Lessons from a Swing: Empathy + Teamwork
This week, there is a new swing set up in an area we call the Water Animal Classroom. The swing is just high enough that most of the children are unable to get onto it by themselves. A couple can manage to muster the arm and core strength required to hoist their legs high enough to swing over the seat, but most simply are unable to do so.
At Nature School, however, one of our rules is that teachers don’t put children’s bodies anywhere that a child’s body cannot maneuver itself. This has the practical end of keeping children out of potentially unsafe situations, along with the socioemotional end of fostering and preserving a sense of efficacy. And so, for many of the children, mounting the swing was and is a significant challenge. Fortunately, there are peers to help.
Friendship
In this photoset, we watch as JC attempts and fails to mount the swing. Eventually, MD comes to show JC the way to hop onto the swing., JC, however, is unable to replicate MD’s technique successfully. The first lesson of the swing, then, is empathy. A willingness to step outside of one’s own experience (of success in a difficult endeavor) and to teach another who has so far been unsuccessful.
Teamwork.
Another important lesson at the swing this week has been teamwork. BG, one of our smaller but older children, simply asked his friends to hold the swing so he could climb up. This opened the door wide open for everyone else to do so a s well. And thus, swing play transformed
At first, it was accessible only by learning a particular way of doing a thing--of climbing up.
Now, however, anyone could sit on the swing, with help from peers. And, what’s more, part and parcel of the culture of interaction around the swings was now the cooperative act of boosting or being boosted by friends upon it.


**Your assignment:** Everything in the data below except the pictures must be repeated word for word.

**Study material:**
• • •
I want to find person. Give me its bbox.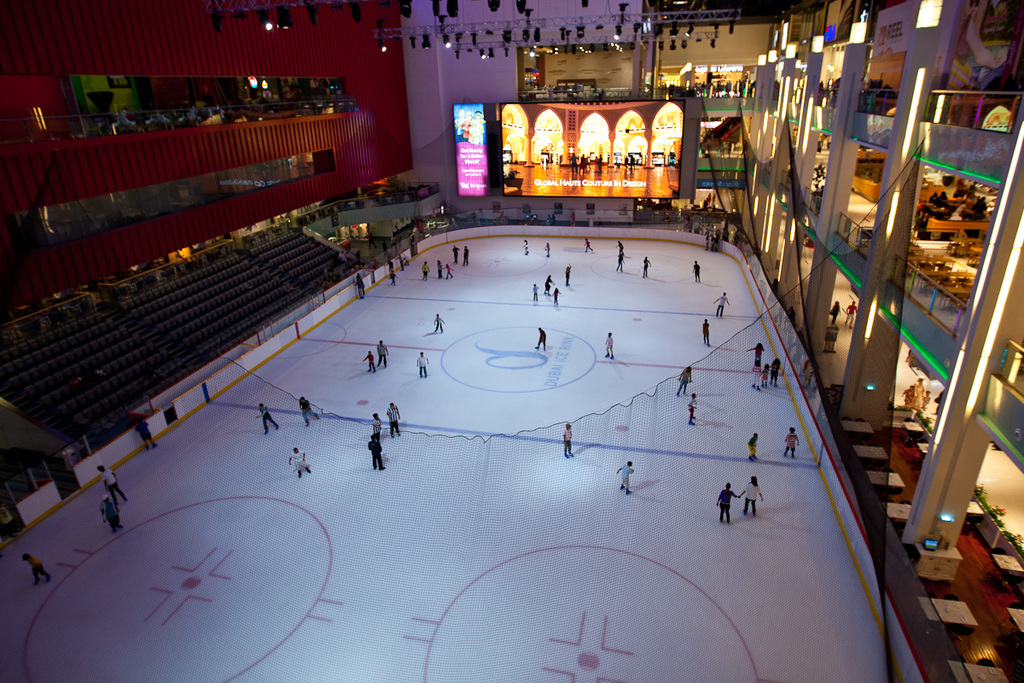
<region>753, 358, 762, 388</region>.
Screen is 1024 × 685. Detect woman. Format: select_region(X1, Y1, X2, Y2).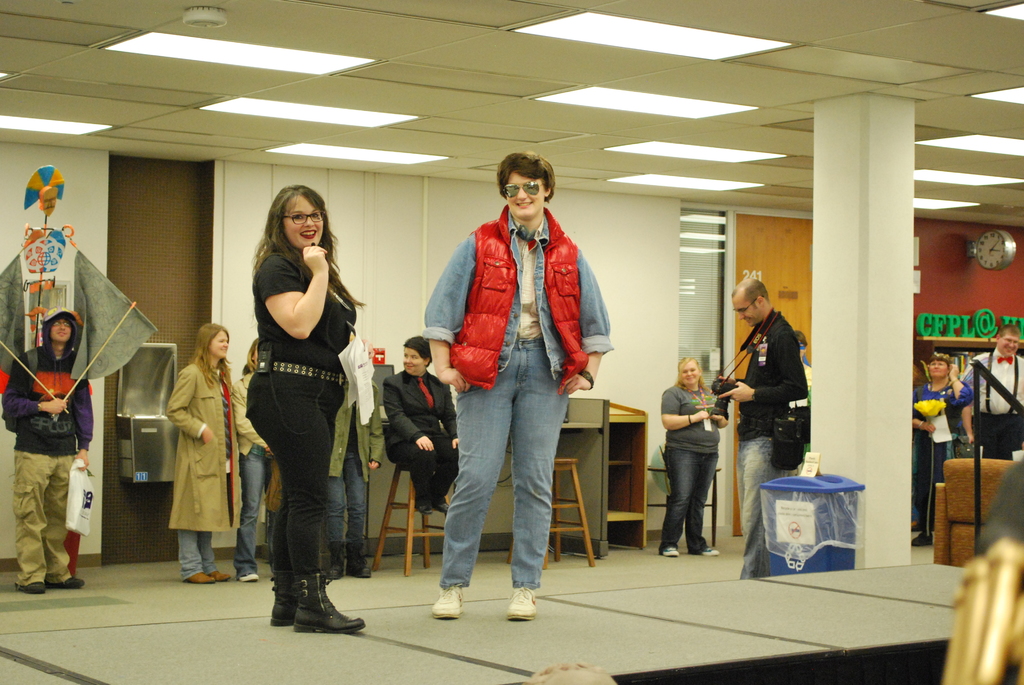
select_region(234, 336, 285, 581).
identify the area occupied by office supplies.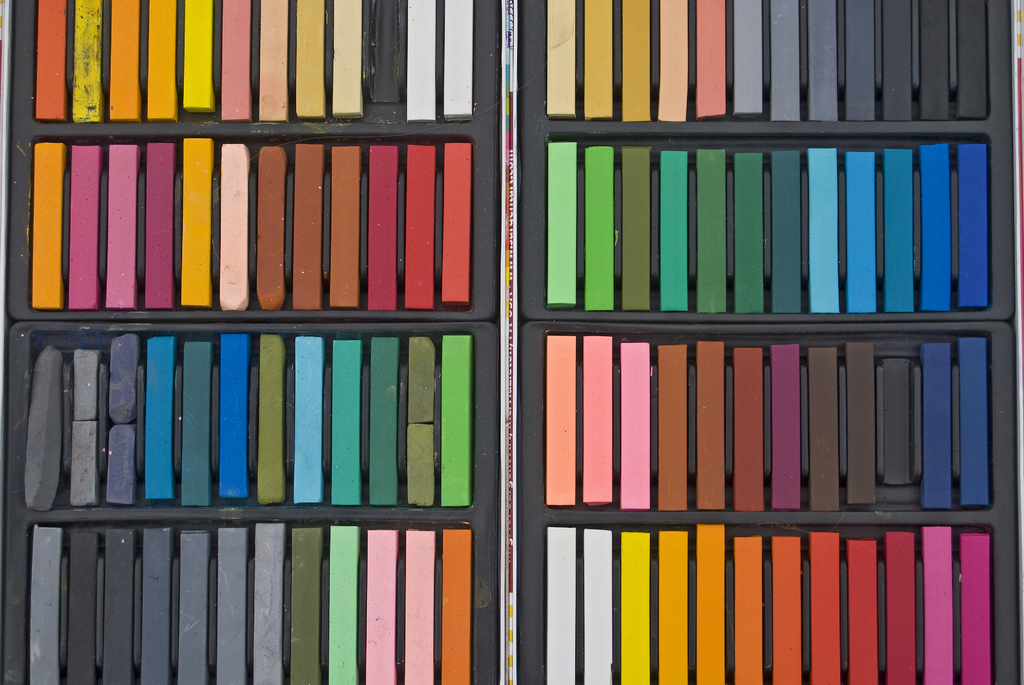
Area: pyautogui.locateOnScreen(691, 147, 731, 322).
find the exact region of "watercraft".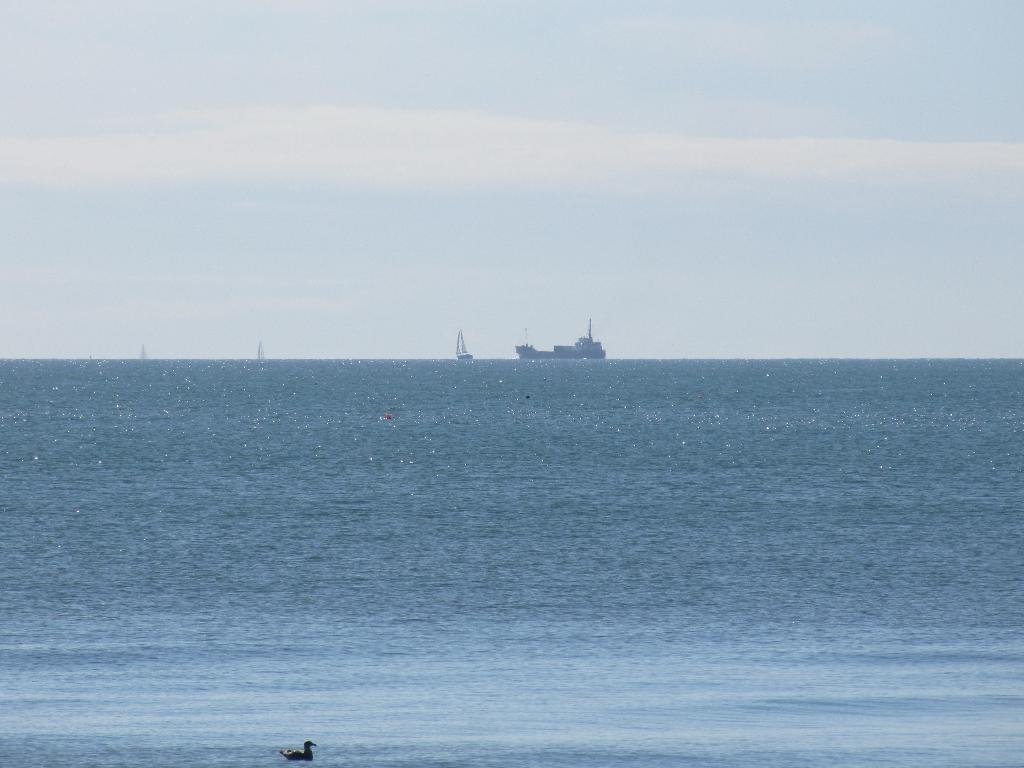
Exact region: crop(513, 319, 605, 359).
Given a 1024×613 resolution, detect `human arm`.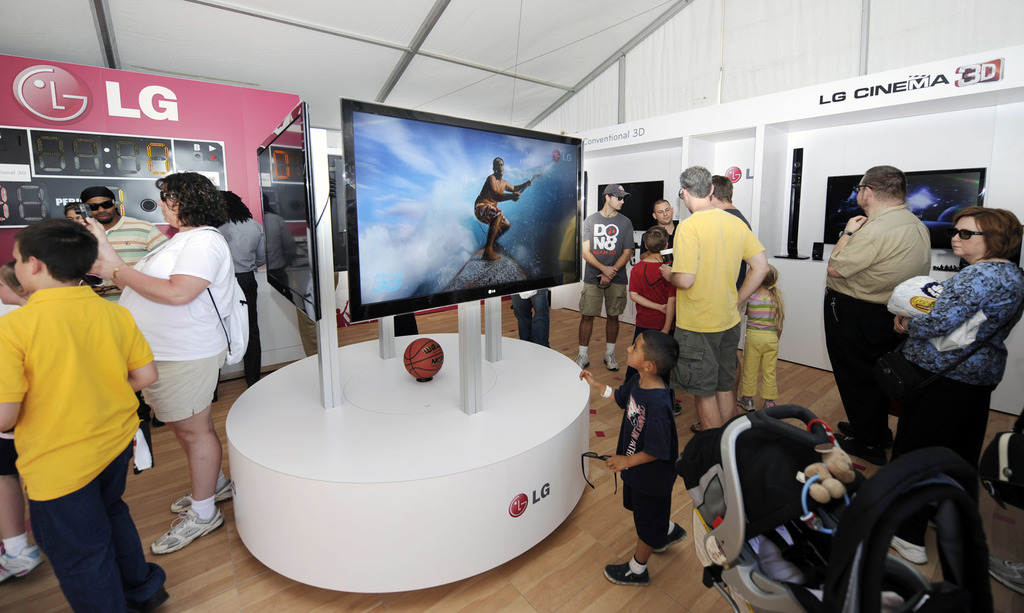
[left=606, top=396, right=672, bottom=473].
• • •
**Response to this exercise:**
I want to find person. Give me its bbox.
<region>753, 358, 762, 388</region>.
Screen is 1024 × 685. Detect woman. Format: select_region(X1, Y1, X2, Y2).
select_region(234, 336, 285, 581).
identify the area occupied by office supplies.
Area: pyautogui.locateOnScreen(691, 147, 731, 322).
find the exact region of "watercraft".
Exact region: crop(513, 319, 605, 359).
Given a 1024×613 resolution, detect `human arm`.
[left=606, top=396, right=672, bottom=473].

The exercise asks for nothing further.